CDC ends recommendation for all US newborns to receive hepatitis B vaccine | US healthcare

The U.S. Centers for Disease Control and Prevention (CDC) on Tuesday ended a longstanding recommendation that all U.S. newborns receive the hepatitis B vaccine.
The agency’s move comes after health minister Robert F Kennedy Jr.’s vaccine advisory panel voted that the birth dose should only be given to newborns whose mothers test positive for hepatitis B or whose condition is unknown.
The CDC will now recommend that parents consult a healthcare professional to decide whether babies born to hepatitis B-negative mothers should receive vaccinations, including the birth dose.
“We are restoring the balance of informed consent to parents whose newborns are at very low risk of contracting hepatitis B,” said Jim O’Neill, acting director of the CDC and assistant secretary of health. expression.
If parents choose not to vaccinate their newborn at birth but feel vaccination is necessary, the agency now recommends waiting at least two months to give the child the first dose of vaccine.
The policy change marks an abrupt end to 30 years of established medical guidance. Since 1991, U.S. health officials have recommended universal vaccination against hepatitis B for infants, with the first of three vaccinations given soon after birth.
Experts have expressed concern about the policy change, which the CDC describes as “individual-based decision making.”
“This will lead to an increase in preventable infections among children,” Michaela Jackson, program director of prevention policy at the Hepatitis B Foundation, told the Guardian after vaccine advisers voted earlier this month. He predicts that “parents will no longer know who to trust.”
Jackson also said the policy change “removes the option by creating access barriers.” The agency’s recommendations affect U.S. health insurance coverage and play an important role in helping doctors choose appropriate vaccines for patients.
Hepatitis B can cause serious liver disease and is spread primarily through blood, semen, or some other body fluids, and can also spread through close contact with people who do not know they are infected.
Hepatitis B infections down almost 90% It rose from 9.6 per 100,000 people in 1982, before widespread vaccination in the U.S., to about one per 100,000 people in 2018.
experts to warn The new recommendation, which the CDC describes as individual-based decision-making, could expose more children to the harmful virus and lead to more families opting out of vaccinations in the absence of sound federal policy. Kennedy is a long-time anti-vaccine activist who has made sweeping changes to U.S. vaccination policy.
Infectious diseases specialist from the University of Chicago Medicine, Dr. The mission of the CDC’s advisory panel is to help clinicians interpret the body of science and make good decisions about how to care for their patients, Emily Landon said.
“This recommendation ignores science. The fact that the acting director of the CDC signed on to this continues to reinforce that they are no longer committed to science-based recommendations to improve health,” Landon said.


### WHAT IS BEING ASKED
Write out each line of the listing as it stands, without the images.

### PROVIDED MATERIAL
# # #

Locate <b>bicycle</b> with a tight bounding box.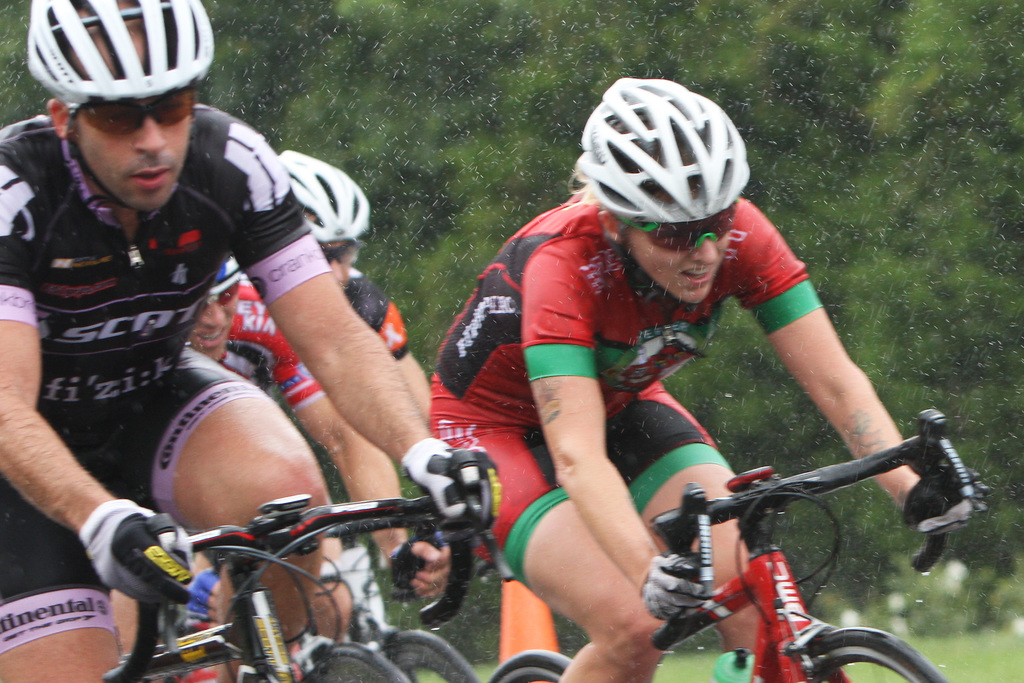
box=[93, 483, 476, 682].
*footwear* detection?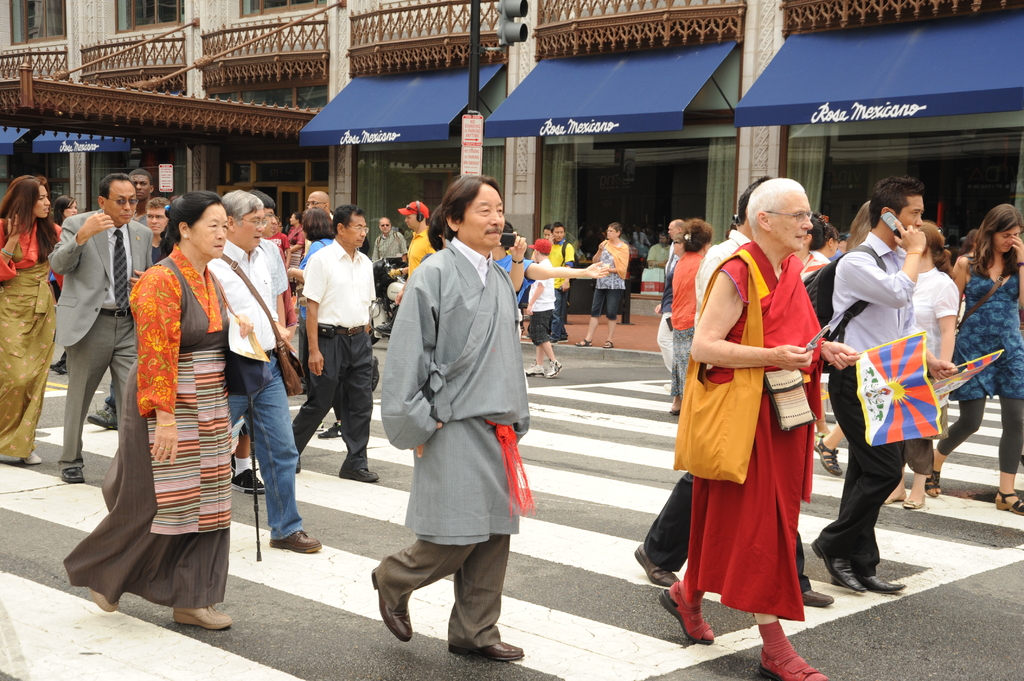
region(670, 403, 683, 410)
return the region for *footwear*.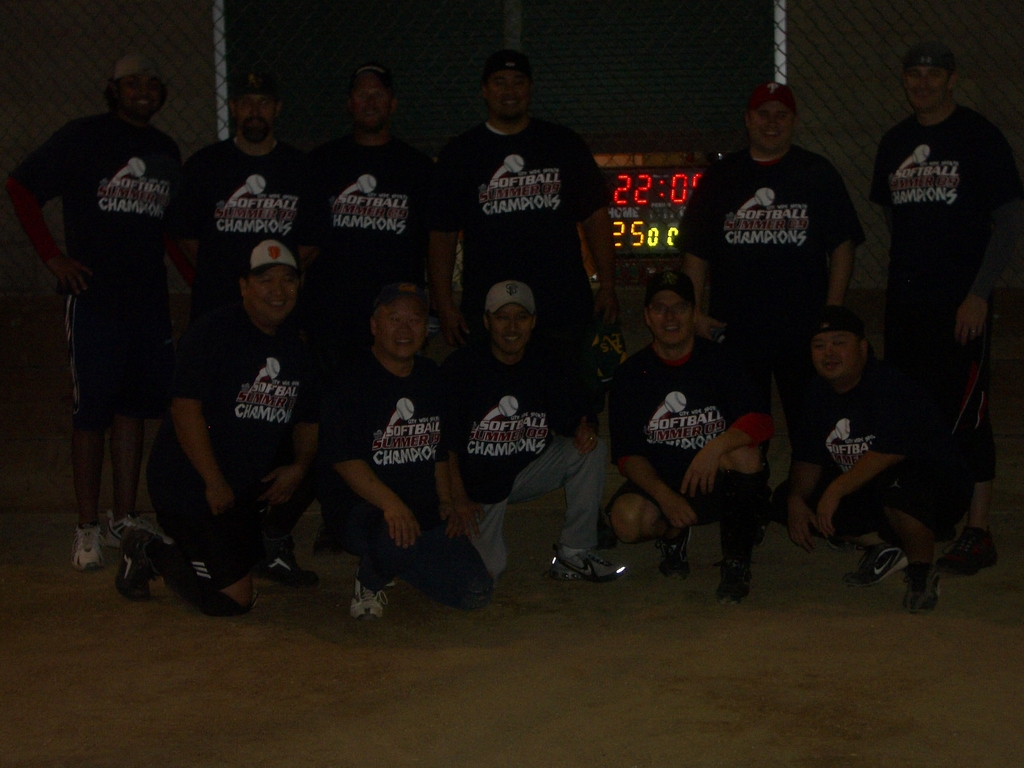
box(845, 541, 907, 589).
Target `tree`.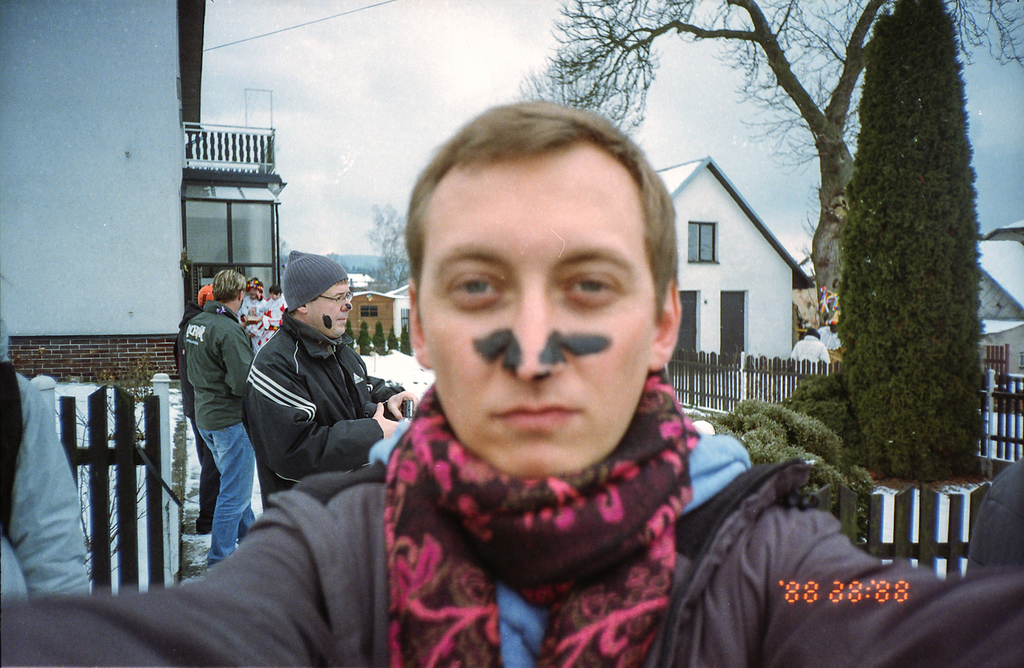
Target region: <region>519, 0, 1023, 339</region>.
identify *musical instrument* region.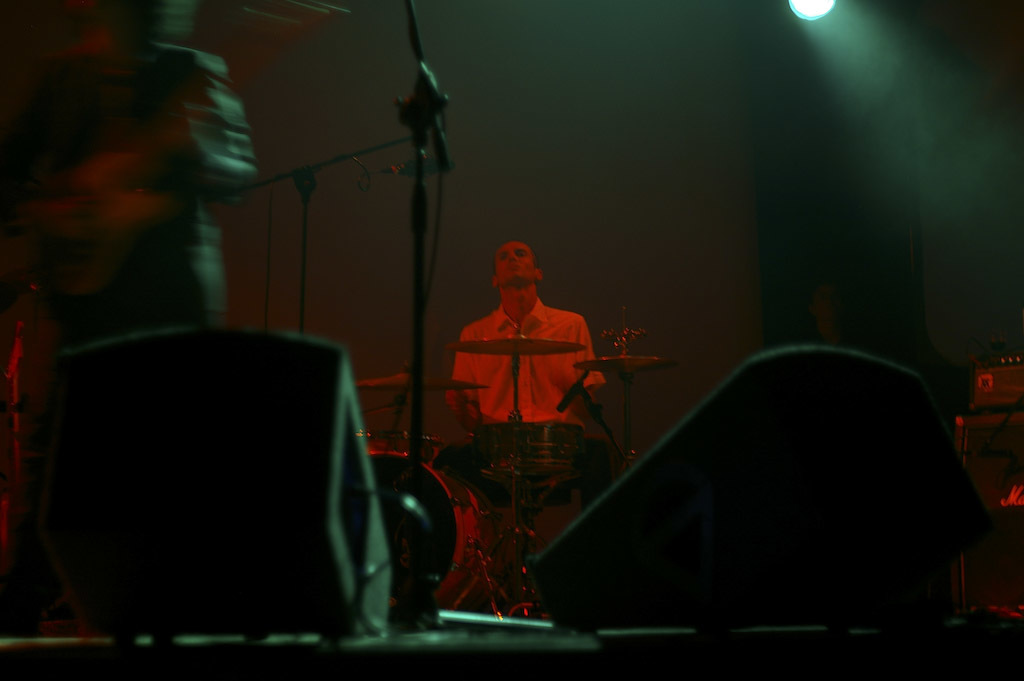
Region: box(567, 344, 684, 382).
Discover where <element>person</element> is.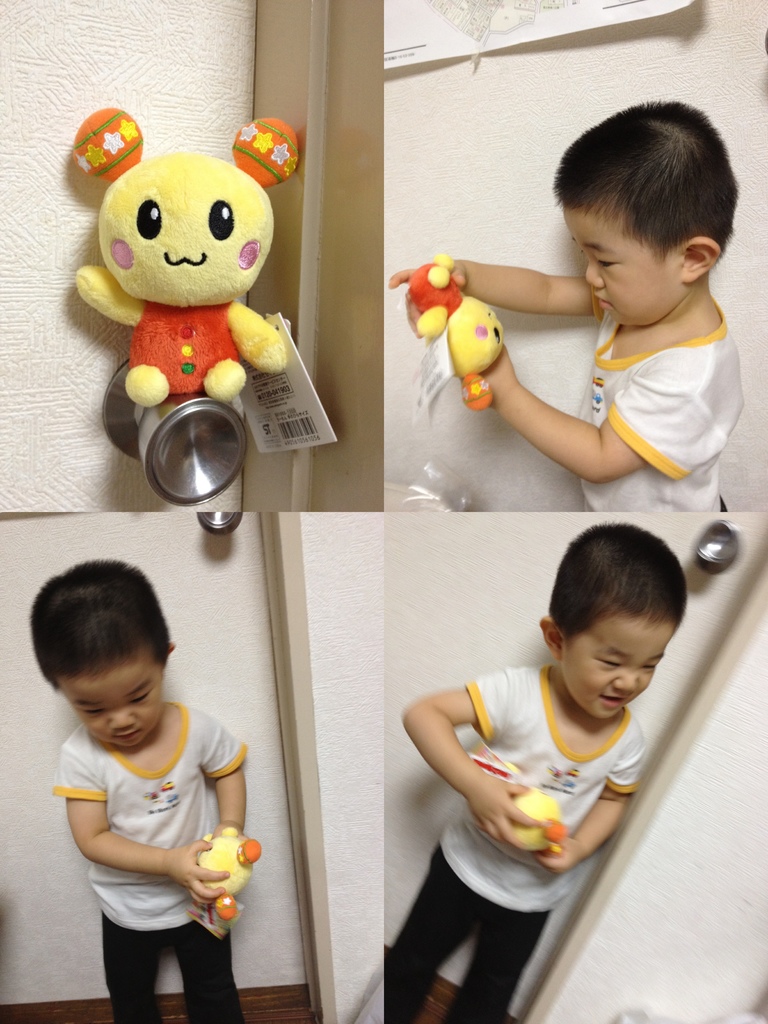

# # #

### OUTPUT FOR THIS EXERCISE
Locate <b>bicycle</b> with a tight bounding box.
box=[93, 483, 476, 682].
*footwear* detection?
region(670, 403, 683, 410)
return the region for *footwear*.
box(845, 541, 907, 589).
Target `tree`.
Target region: <region>519, 0, 1023, 339</region>.
identify *musical instrument* region.
Region: box(567, 344, 684, 382).
Discover where <element>person</element> is.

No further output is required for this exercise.